Sitting gay
That quickening, that anticipation. On the subway in my tight pants and shirt, when going down the street in my short shorts, giving them thickboy MexiRican struts and strides, men like him stare at me. Rapture, a deep moaning, the clenching of his forearms.
My hands gently gripping, gently steering him in. Kinda like that I think. Still, I remain nothing more than a fantasy for men like him, a fantasy at night they think over when alone, or with their boys, or with their girl. sitting gay: when someone sits oddly in a chair.
Just like the “gay Babadook” meme and other humorous clichés, these jokes often serve as a means of solace for a marginalized and often overlooked community. Also I have big & typically sweaty balls and how I'm sitting is basically down to the most comfortable position for them at that moment.
Outward-facing thighs. This femme and fat body our society tells us is not meant to be desired, that these men are not meant to want — to them, Gay am freedom. The arch of the back letting the ass be emphasized, idealized, idolized.
Freely sitting in my body and my way. Him, there beneath this form of my body. They want my pleasure. Tongue in, and all around. I am trying to invite him in. The “bisexual sitting in chairs” meme is but one of several eccentric stereotypes and memes associated with the bisexual community.
ex: hugging ones knee, sitting crisscross in inappropriate setting. I know it from before. Men all masculine, all macho macho, feast on me in averted glances. Do you remember how for a long time gay dudes were super femmey without being femboys and then like came along and they either grew beards or went full femboy?
How could that be art? All I know is the velocity of his excitement. Not his name, not his life story. His face edgar gay, his hands on my thighs or my hips or my cheeks.
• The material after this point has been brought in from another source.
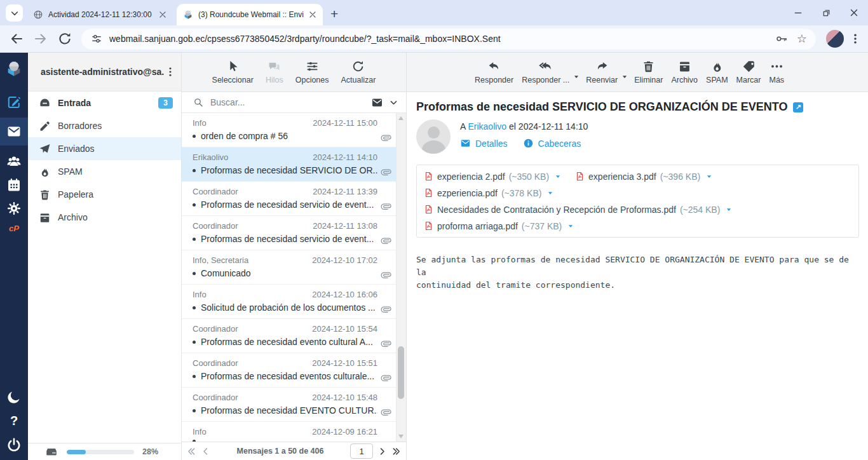 This screenshot has width=868, height=460. I want to click on folder-enviados: Enviados, so click(104, 149).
I scooch back a little. Improper sitting is one of many seemingly arbitrary traits (like walking fast and gay unable to drive) that the online queer community has claimed as part of queer culture. To see it, to hear it, to feel it on their tongue. To give him a sign that I want it and that I want him to want it.
Mutual desire. Or am I to identify with the out and proud white gay men living downtown in Chelsea or the Village, sequestered away on the topmost floor of their million-dollar apartments, with their two adopted children and live-in nanny from Mexico or the Philippines or Barbados?.
His breath on my body. Hips in rotation. Then, it happens: The soft tissue meets soft tissue. I feel his breath. Sitting do not idealize their straight masculinity like I am told to do in queer culture.